The U.S. Fish and Wildlife Service decided to terminate the 25-year old southern sea otter translocation program. The decision means that sea otters will be able to continue to expand their range naturally into southern California waters in accordance with the recommendations of the 2003 revised southern sea otter recovery plan.
The Final Rule and Record of Decision on the termination of the translocation program has been published in the Federal Register on December 19. The rule takes effect on January 18, 2013, and removes the regulations that govern the translocation program. Removal of the regulations terminates the program.
Southern Sea otters (Enhydra lutris nereis) at San Nicolas Island, offspring of the original sea otters translocated to the island under the program, will be allowed to remain there.

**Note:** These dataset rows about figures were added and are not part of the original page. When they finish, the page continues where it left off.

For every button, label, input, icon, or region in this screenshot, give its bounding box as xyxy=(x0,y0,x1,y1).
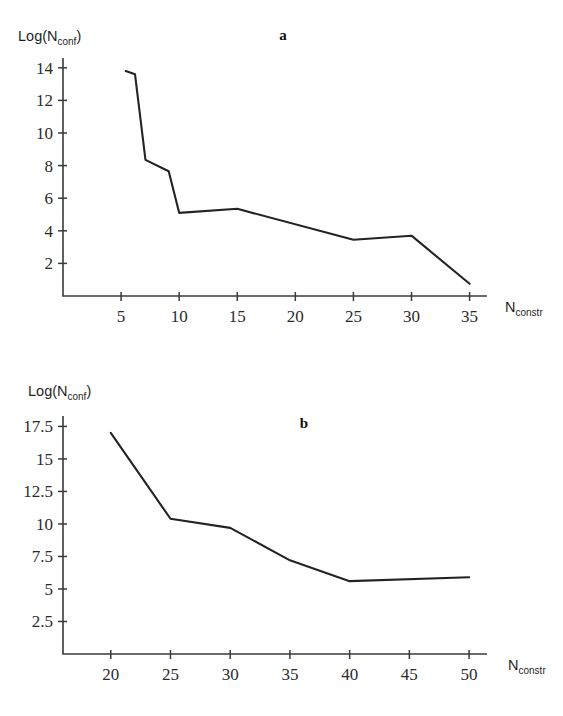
svg-text:Log(Nconf): Log(Nconf) xyxy=(18,28,81,47)
y-tick-label-b-6: 17.5 xyxy=(23,417,53,436)
x-tick-label-b-0: 20 xyxy=(102,665,119,684)
x-tick-label-b-5: 45 xyxy=(401,665,418,684)
x-tick-label-a-3: 20 xyxy=(287,307,304,326)
x-axis-title-sub-b: constr xyxy=(518,665,546,676)
y-tick-label-b-5: 15 xyxy=(36,450,53,469)
y-axis-title-sub-a: conf xyxy=(58,36,77,47)
chart-panel-a: Log(Nconf) a 24681012145101520253035 Nco… xyxy=(0,0,563,358)
x-tick-label-a-2: 15 xyxy=(229,307,246,326)
tick-label-group-b: 2.557.51012.51517.520253035404550 xyxy=(23,417,477,684)
y-tick-label-a-3: 8 xyxy=(45,157,54,176)
y-axis-title-sub-b: conf xyxy=(68,391,87,402)
x-tick-label-b-4: 40 xyxy=(341,665,358,684)
y-tick-label-a-0: 2 xyxy=(45,254,54,273)
svg-text:Log(Nconf): Log(Nconf) xyxy=(28,383,91,402)
panel-letter-b: b xyxy=(300,415,308,431)
panel-letter-a: a xyxy=(279,27,287,43)
y-tick-label-b-0: 2.5 xyxy=(32,612,53,631)
x-tick-label-b-3: 35 xyxy=(281,665,298,684)
y-tick-label-a-1: 4 xyxy=(45,222,54,241)
svg-text:Nconstr: Nconstr xyxy=(505,299,543,318)
x-tick-label-a-0: 5 xyxy=(117,307,126,326)
tick-group-b xyxy=(58,426,469,659)
svg-text:Nconstr: Nconstr xyxy=(508,657,546,676)
chart-svg-b: Log(Nconf) b 2.557.51012.51517.520253035… xyxy=(0,358,563,716)
axis-frame-b xyxy=(63,416,487,654)
y-tick-label-b-3: 10 xyxy=(36,515,53,534)
figure-container: Log(Nconf) a 24681012145101520253035 Nco… xyxy=(0,0,563,716)
y-axis-title-close-a: ) xyxy=(76,28,81,44)
chart-svg-a: Log(Nconf) a 24681012145101520253035 Nco… xyxy=(0,0,563,358)
series-group-b xyxy=(111,433,469,581)
x-axis-title-a: Nconstr xyxy=(505,299,543,318)
x-axis-title-b: Nconstr xyxy=(508,657,546,676)
tick-label-group-a: 24681012145101520253035 xyxy=(36,59,478,326)
y-axis-title-b: Log(Nconf) xyxy=(28,383,91,402)
tick-group-a xyxy=(58,68,470,301)
axis-frame-a xyxy=(63,58,487,296)
x-axis-title-sub-a: constr xyxy=(515,307,543,318)
x-tick-label-a-1: 10 xyxy=(171,307,188,326)
x-tick-label-a-5: 30 xyxy=(403,307,420,326)
y-axis-title-main-a: Log(N xyxy=(18,28,58,44)
data-line-a xyxy=(126,71,470,284)
axis-lines-b xyxy=(63,416,487,654)
y-tick-label-a-4: 10 xyxy=(36,124,53,143)
y-axis-title-main-b: Log(N xyxy=(28,383,68,399)
chart-panel-b: Log(Nconf) b 2.557.51012.51517.520253035… xyxy=(0,358,563,716)
y-tick-label-b-1: 5 xyxy=(45,580,54,599)
axis-lines-a xyxy=(63,58,487,296)
y-tick-label-b-4: 12.5 xyxy=(23,482,53,501)
x-tick-label-b-2: 30 xyxy=(222,665,239,684)
x-tick-label-a-6: 35 xyxy=(461,307,478,326)
y-tick-label-a-6: 14 xyxy=(36,59,54,78)
data-line-b xyxy=(111,433,469,581)
x-axis-title-main-b: N xyxy=(508,657,518,673)
series-group-a xyxy=(126,71,470,284)
y-tick-label-a-2: 6 xyxy=(45,189,54,208)
y-tick-label-a-5: 12 xyxy=(36,91,53,110)
x-tick-label-b-1: 25 xyxy=(162,665,179,684)
y-tick-label-b-2: 7.5 xyxy=(32,547,53,566)
x-tick-label-b-6: 50 xyxy=(461,665,478,684)
y-axis-title-a: Log(Nconf) xyxy=(18,28,81,47)
x-axis-title-main-a: N xyxy=(505,299,515,315)
x-tick-label-a-4: 25 xyxy=(345,307,362,326)
y-axis-title-close-b: ) xyxy=(86,383,91,399)
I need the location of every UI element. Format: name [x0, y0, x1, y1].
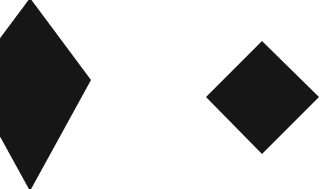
square-diamond-shape — [206, 41, 319, 154]
tall-diamond-shape — [0, 0, 91, 189]
shapes-layer — [0, 0, 332, 189]
canvas — [0, 0, 332, 189]
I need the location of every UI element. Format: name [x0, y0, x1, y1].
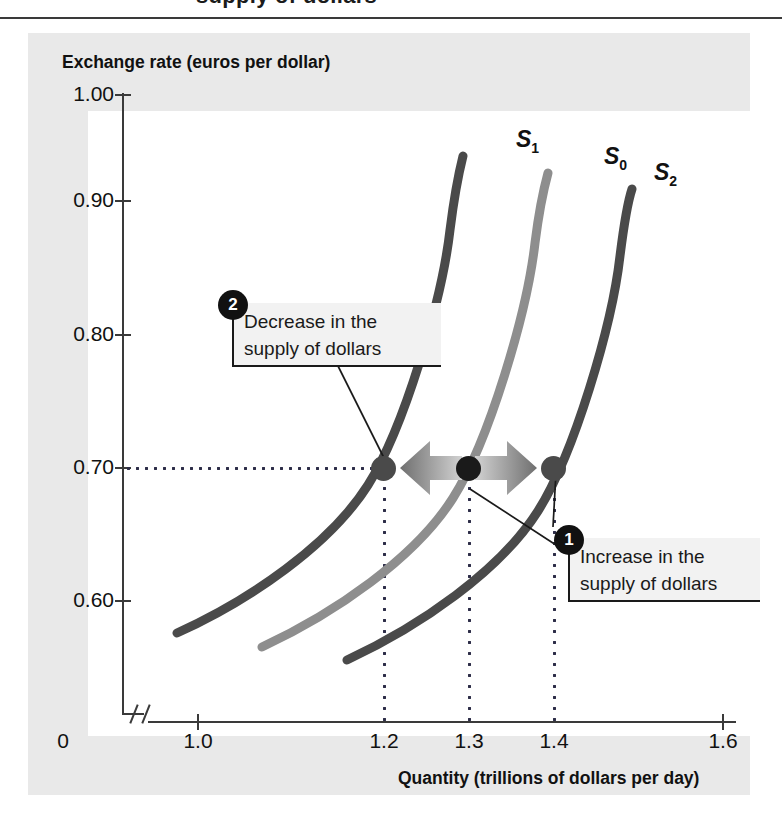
y-tick-1.00 — [115, 94, 131, 96]
callout-increase-supply: Increase in the supply of dollars — [568, 538, 760, 602]
callout-decrease-line2: supply of dollars — [244, 336, 431, 363]
x-tick-label-1.4: 1.4 — [524, 729, 584, 753]
y-tick-label-1.00: 1.00 — [42, 82, 114, 106]
callout-increase-line1: Increase in the — [580, 544, 750, 571]
x-axis-title: Quantity (trillions of dollars per day) — [398, 768, 699, 789]
callout-badge-2: 2 — [218, 290, 248, 320]
curve-label-s1: S1 — [516, 126, 539, 156]
y-tick-label-0.80: 0.80 — [42, 322, 114, 346]
x-tick-1.0 — [197, 714, 199, 730]
guide-line-vertical-1.4 — [553, 472, 556, 721]
guide-line-vertical-1.2 — [383, 472, 386, 721]
guide-line-horizontal-0.70 — [124, 467, 384, 470]
y-axis-lower-stub — [122, 693, 124, 715]
y-tick-0.60 — [115, 600, 131, 602]
curve-label-s1-sub: 1 — [531, 140, 539, 156]
equilibrium-dot-1.4 — [541, 456, 566, 481]
x-tick-1.6 — [722, 714, 724, 730]
callout-increase-line2: supply of dollars — [580, 571, 750, 598]
x-tick-label-1.6: 1.6 — [693, 729, 753, 753]
x-tick-label-1.0: 1.0 — [168, 729, 228, 753]
curve-label-s2: S2 — [654, 159, 677, 189]
curve-label-s0-sub: 0 — [619, 157, 627, 173]
curve-label-s2-base: S — [654, 159, 669, 185]
y-tick-0.90 — [115, 200, 131, 202]
cropped-page-heading: supply of dollars — [0, 0, 782, 8]
y-tick-label-0.90: 0.90 — [42, 188, 114, 212]
y-tick-label-0.60: 0.60 — [42, 588, 114, 612]
callout-badge-1: 1 — [554, 525, 584, 555]
y-tick-label-0.70: 0.70 — [42, 455, 114, 479]
curve-label-s0-base: S — [604, 143, 619, 169]
callout-decrease-line1: Decrease in the — [244, 309, 431, 336]
x-tick-label-1.3: 1.3 — [439, 729, 499, 753]
y-axis-line — [122, 93, 124, 693]
guide-line-vertical-1.3 — [468, 472, 471, 721]
y-tick-0.80 — [115, 334, 131, 336]
x-tick-label-0: 0 — [33, 729, 93, 753]
figure-page: supply of dollars Exchange rate (euros p… — [0, 0, 782, 835]
plot-area — [88, 111, 764, 736]
figure-panel — [28, 33, 750, 795]
callout-decrease-supply: Decrease in the supply of dollars — [232, 303, 441, 367]
y-axis-title: Exchange rate (euros per dollar) — [62, 52, 330, 73]
x-axis-line — [148, 721, 736, 723]
header-divider-rule — [0, 17, 782, 19]
callout-decrease-text: Decrease in the supply of dollars — [234, 303, 441, 370]
equilibrium-dot-1.2 — [371, 456, 396, 481]
curve-label-s2-sub: 2 — [669, 173, 677, 189]
x-tick-label-1.2: 1.2 — [354, 729, 414, 753]
callout-increase-text: Increase in the supply of dollars — [570, 538, 760, 605]
cropped-heading-text: supply of dollars — [196, 0, 377, 8]
curve-label-s1-base: S — [516, 126, 531, 152]
curve-label-s0: S0 — [604, 143, 627, 173]
equilibrium-dot-1.3 — [456, 456, 481, 481]
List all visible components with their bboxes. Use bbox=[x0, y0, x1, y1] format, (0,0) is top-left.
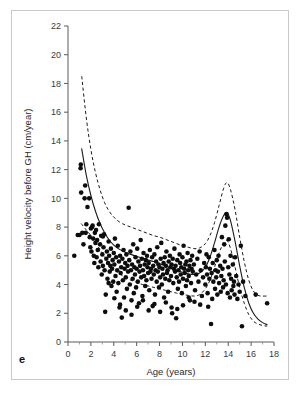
data-point bbox=[141, 298, 146, 303]
data-point bbox=[125, 287, 130, 292]
data-point bbox=[95, 248, 100, 253]
data-point bbox=[102, 268, 107, 273]
data-point bbox=[118, 302, 123, 307]
data-point bbox=[161, 272, 166, 277]
data-point bbox=[120, 256, 125, 261]
data-point bbox=[217, 281, 222, 286]
data-point bbox=[88, 245, 93, 250]
axes: 0246810121416182022024681012141618 bbox=[51, 21, 279, 359]
y-tick-label: 2 bbox=[56, 308, 61, 318]
y-tick-label: 14 bbox=[51, 136, 61, 146]
data-point bbox=[235, 297, 240, 302]
data-point bbox=[156, 269, 161, 274]
data-point bbox=[163, 277, 168, 282]
data-point bbox=[142, 274, 147, 279]
data-point bbox=[234, 274, 239, 279]
data-point bbox=[181, 303, 186, 308]
data-point bbox=[194, 272, 199, 277]
data-point bbox=[185, 251, 190, 256]
data-point bbox=[175, 307, 180, 312]
data-point bbox=[164, 300, 169, 305]
data-point bbox=[107, 254, 112, 259]
data-point bbox=[114, 289, 119, 294]
data-point bbox=[144, 278, 149, 283]
data-point bbox=[180, 255, 185, 260]
data-point bbox=[122, 295, 127, 300]
data-point bbox=[221, 278, 226, 283]
data-point bbox=[79, 190, 84, 195]
data-point bbox=[149, 277, 154, 282]
data-point bbox=[216, 254, 221, 259]
data-point bbox=[169, 305, 174, 310]
data-point bbox=[209, 322, 214, 327]
data-point bbox=[190, 254, 195, 259]
data-point bbox=[169, 262, 174, 267]
data-point bbox=[129, 312, 134, 317]
data-point bbox=[152, 302, 157, 307]
data-point bbox=[210, 261, 215, 266]
data-point bbox=[180, 291, 185, 296]
data-point bbox=[198, 302, 203, 307]
x-tick-label: 16 bbox=[246, 349, 256, 359]
data-point bbox=[243, 294, 248, 299]
data-point bbox=[134, 285, 139, 290]
data-point bbox=[91, 236, 96, 241]
data-point bbox=[101, 245, 106, 250]
data-point bbox=[228, 254, 233, 259]
data-point bbox=[204, 265, 209, 270]
data-point bbox=[220, 235, 225, 240]
data-point bbox=[169, 274, 174, 279]
data-point bbox=[158, 256, 163, 261]
data-point bbox=[94, 255, 99, 260]
x-tick-label: 4 bbox=[111, 349, 116, 359]
data-point bbox=[178, 261, 183, 266]
data-point bbox=[97, 222, 102, 227]
data-point bbox=[167, 278, 172, 283]
data-point bbox=[99, 272, 104, 277]
y-tick-label: 20 bbox=[51, 50, 61, 60]
data-point bbox=[192, 299, 197, 304]
data-point bbox=[135, 305, 140, 310]
data-point bbox=[170, 311, 175, 316]
data-point bbox=[224, 282, 229, 287]
data-point bbox=[147, 288, 152, 293]
x-tick-label: 0 bbox=[65, 349, 70, 359]
data-point bbox=[95, 238, 100, 243]
data-point bbox=[106, 281, 111, 286]
data-point bbox=[231, 284, 236, 289]
figure-frame: 0246810121416182022024681012141618 Age (… bbox=[11, 10, 289, 380]
data-point bbox=[79, 162, 84, 167]
y-tick-label: 4 bbox=[56, 280, 61, 290]
data-point bbox=[106, 239, 111, 244]
data-point bbox=[146, 261, 151, 266]
data-point bbox=[225, 291, 230, 296]
data-point bbox=[171, 281, 176, 286]
data-point bbox=[211, 279, 216, 284]
data-point bbox=[123, 308, 128, 313]
data-point bbox=[133, 272, 138, 277]
data-point bbox=[176, 287, 181, 292]
data-point bbox=[162, 295, 167, 300]
data-point bbox=[184, 284, 189, 289]
data-point bbox=[218, 289, 223, 294]
data-point bbox=[162, 255, 167, 260]
data-point bbox=[110, 266, 115, 271]
data-point bbox=[114, 255, 119, 260]
data-point bbox=[220, 266, 225, 271]
y-tick-label: 8 bbox=[56, 222, 61, 232]
data-point bbox=[105, 277, 110, 282]
data-point bbox=[101, 234, 106, 239]
data-point bbox=[138, 238, 143, 243]
data-point bbox=[125, 264, 130, 269]
data-point bbox=[207, 277, 212, 282]
data-point bbox=[98, 259, 103, 264]
y-tick-label: 6 bbox=[56, 251, 61, 261]
data-point bbox=[154, 279, 159, 284]
data-point bbox=[253, 292, 258, 297]
data-point bbox=[208, 266, 213, 271]
data-point bbox=[196, 279, 201, 284]
data-point bbox=[197, 249, 202, 254]
x-tick-label: 2 bbox=[88, 349, 93, 359]
data-point bbox=[212, 248, 217, 253]
data-point bbox=[153, 292, 158, 297]
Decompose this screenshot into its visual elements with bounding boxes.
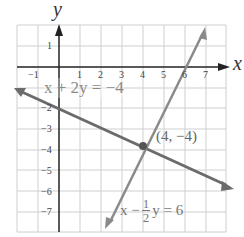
y-tick: −5 <box>41 165 52 176</box>
y-tick: −7 <box>41 206 52 217</box>
fraction: 1 2 <box>142 197 151 224</box>
fraction-denominator: 2 <box>143 211 150 224</box>
y-tick: −3 <box>41 123 52 134</box>
equation-right: y = 6 <box>152 202 183 219</box>
equation-line-2: x − 1 2 y = 6 <box>120 197 183 224</box>
x-tick: 6 <box>182 69 187 80</box>
x-arrow-icon <box>218 63 230 71</box>
y-tick: −4 <box>41 144 52 155</box>
intersection-point <box>139 142 147 150</box>
x-tick: 7 <box>203 69 208 80</box>
arrow-icon <box>221 181 234 191</box>
x-tick: −1 <box>28 69 39 80</box>
x-tick: 5 <box>161 69 166 80</box>
x-axis-label: x <box>233 52 242 75</box>
y-tick: 1 <box>47 40 52 51</box>
y-arrow-icon <box>55 24 63 36</box>
fraction-numerator: 1 <box>142 197 151 211</box>
x-tick: 4 <box>140 69 145 80</box>
y-axis-label: y <box>53 0 62 21</box>
y-tick: −6 <box>41 186 52 197</box>
y-tick: −2 <box>41 102 52 113</box>
intersection-label: (4, −4) <box>156 128 197 145</box>
y-axis <box>55 24 63 232</box>
equation-left: x − <box>120 202 140 219</box>
equation-line-1: x + 2y = −4 <box>44 78 124 98</box>
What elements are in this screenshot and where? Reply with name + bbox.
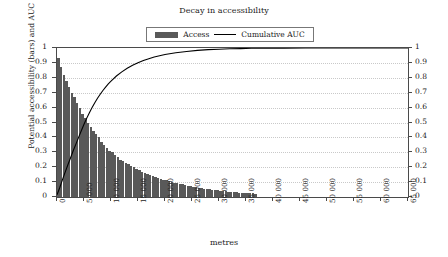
y-axis-tick-label: 0 <box>21 192 47 200</box>
x-axis-tick <box>407 197 408 201</box>
y-axis-tick <box>52 92 56 93</box>
y-axis-right-tick <box>408 92 412 93</box>
x-axis-tick-label: 60 000 <box>383 178 390 203</box>
y-axis-tick-label: 0.2 <box>21 162 47 170</box>
y-axis-tick-label: 0.6 <box>21 103 47 111</box>
x-axis-tick-label: 65 000 <box>410 178 417 203</box>
x-axis-tick-label: 10 000 <box>113 178 120 203</box>
y-axis-right-tick <box>408 47 412 48</box>
y-axis-right-tick <box>408 136 412 137</box>
x-axis-tick-label: 40 000 <box>275 178 282 203</box>
y-axis-right-tick-label: 0.3 <box>415 147 441 155</box>
y-axis-right-tick <box>408 151 412 152</box>
y-axis-tick <box>52 77 56 78</box>
y-axis-right-tick-label: 0 <box>415 192 441 200</box>
x-axis-tick <box>245 197 246 201</box>
legend-bar-swatch-icon <box>155 32 178 38</box>
y-axis-right-tick <box>408 62 412 63</box>
x-axis-tick <box>380 197 381 201</box>
chart-legend: Access Cumulative AUC <box>146 27 314 42</box>
y-axis-right-tick-label: 0.6 <box>415 103 441 111</box>
y-axis-tick-label: 0.1 <box>21 177 47 185</box>
line-series-cumulative-auc <box>57 48 408 197</box>
x-axis-tick <box>164 197 165 201</box>
y-axis-tick-label: 0.3 <box>21 147 47 155</box>
y-axis-tick-label: 0.4 <box>21 132 47 140</box>
y-axis-right-tick-label: 0.8 <box>415 73 441 81</box>
y-axis-tick-label: 0.8 <box>21 73 47 81</box>
x-axis-tick-label: 55 000 <box>356 178 363 203</box>
x-axis-tick <box>272 197 273 201</box>
y-axis-right-tick-label: 1 <box>415 43 441 51</box>
x-axis-tick <box>56 197 57 201</box>
chart-figure: Decay in accessibility Access Cumulative… <box>0 0 448 257</box>
y-axis-right-tick-label: 0.1 <box>415 177 441 185</box>
x-axis-tick <box>326 197 327 201</box>
legend-label-cumulative-auc: Cumulative AUC <box>241 30 304 39</box>
x-axis-tick-label: 50 000 <box>329 178 336 203</box>
y-axis-right-tick <box>408 77 412 78</box>
x-axis-tick <box>83 197 84 201</box>
y-axis-right-tick <box>408 166 412 167</box>
y-axis-right-tick-label: 0.7 <box>415 88 441 96</box>
y-axis-tick <box>52 122 56 123</box>
y-axis-right-tick-label: 0.4 <box>415 132 441 140</box>
y-axis-tick <box>52 166 56 167</box>
x-axis-tick-label: 15 000 <box>140 178 147 203</box>
x-axis-tick-label: 30 000 <box>221 178 228 203</box>
x-axis-tick-label: 45 000 <box>302 178 309 203</box>
y-axis-tick <box>52 62 56 63</box>
y-axis-tick <box>52 47 56 48</box>
y-axis-right-tick <box>408 122 412 123</box>
y-axis-tick <box>52 136 56 137</box>
x-axis-title: metres <box>0 238 448 247</box>
x-axis-tick <box>110 197 111 201</box>
x-axis-tick-label: 20 000 <box>167 178 174 203</box>
y-axis-right-tick <box>408 107 412 108</box>
y-axis-tick-label: 1 <box>21 43 47 51</box>
y-axis-right-tick-label: 0.9 <box>415 58 441 66</box>
plot-area <box>56 47 409 198</box>
y-axis-tick-label: 0.9 <box>21 58 47 66</box>
y-axis-tick-label: 0.7 <box>21 88 47 96</box>
chart-title: Decay in accessibility <box>0 6 448 15</box>
x-axis-tick <box>191 197 192 201</box>
x-axis-tick-label: 25 000 <box>194 178 201 203</box>
y-axis-tick <box>52 107 56 108</box>
x-axis-tick <box>218 197 219 201</box>
y-axis-tick <box>52 151 56 152</box>
y-axis-tick <box>52 181 56 182</box>
x-axis-tick <box>353 197 354 201</box>
x-axis-tick <box>299 197 300 201</box>
x-axis-tick-label: 5 000 <box>86 182 93 203</box>
x-axis-tick-label: 0 <box>59 198 66 203</box>
x-axis-tick-label: 35 000 <box>248 178 255 203</box>
x-axis-tick <box>137 197 138 201</box>
y-axis-right-tick-label: 0.2 <box>415 162 441 170</box>
y-axis-right-tick-label: 0.5 <box>415 118 441 126</box>
y-axis-tick-label: 0.5 <box>21 118 47 126</box>
legend-label-access: Access <box>183 30 209 39</box>
legend-line-swatch-icon <box>214 34 236 35</box>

Once the rulemaking becomes effective, the special exemptions to the Endangered Species Act (ESA) and Marine Mammal Protection Act associated with the translocation program’s management and translocation zones will cease to exist, and all sea otters found in the waters south of Point Conception will be considered a threatened species under the ESA — the same status as the remainder of the population that resides along the California coast.
The Service analysed the environmental consequences of this action, and alternatives to it, in a final supplemental environmental impact statement (final SEIS), which was made available to the public on November 9, 2012. The Final Rule and Record of Decision records the Service’s decision to select the preferred alternative identified in this final SEIS and implements it. The decision culminates an approximately decade-long process during which the Service evaluated the translocation program and alternatives to it. During that period, the Service solicited and received extensive public comment. The vast majority of the approximately 27,000 comment letters, emails, and postcards received expressed support for termination of the translocation program.
Originally designed to provide a safeguard against population loss from an environmental catastrophe such as an oil spill, the translocation program was established by regulation in 1987 under the authority of Public Law 99 – 625, passed by Congress in 1986. The program’s aim was to provide for sea otter recovery while avoiding potential conflicts between sea otters and other interests, such as commercial fishing. Although the law did not require the Service to implement a translocation program, it mandated that if a translocation program were put in place, it would have a “translocation zone” (where sea otters would be brought) and a “management zone” or “no-otter zone,” which would be kept otter-free by non-lethal means. The Service designated the area around San Nicolas Island as the translocation zone, into which part of the sea otter population was relocated in order to establish a new, separate population, and initiated efforts to capture and remove any sea otters that were found south of Point Conception in Santa Barbara County, California.
One hundred and forty sea otters were moved to San Nicolas Island from the population along the central California coast in 1987, but most left the island within days, many returning to their parent population along the central coast. Since that time, the population of otters at San Nicolas Island has remained small. Contrary to the primary recovery objective of the program, the translocation of sea otters to San Nicolas Island did not result in an established population that could serve as a source of animals to repopulate other areas of the range if a catastrophic event struck the mainland population. Also, maintenance of a management zone proved to be inefficient and ineffective — with some sea otters swimming back to it even after being transported up to 200 miles away — and caused the deaths of some sea otters, resulting in the suspension of containment operations in 1993.
Southern sea otters were listed as threatened under the ESA in 1977. Today, there are just under 2,800 southern sea otters inhabiting the coastline from San Mateo County south to Santa Barbara County and approximately 50 sea otters at San Nicolas Island in Ventura County.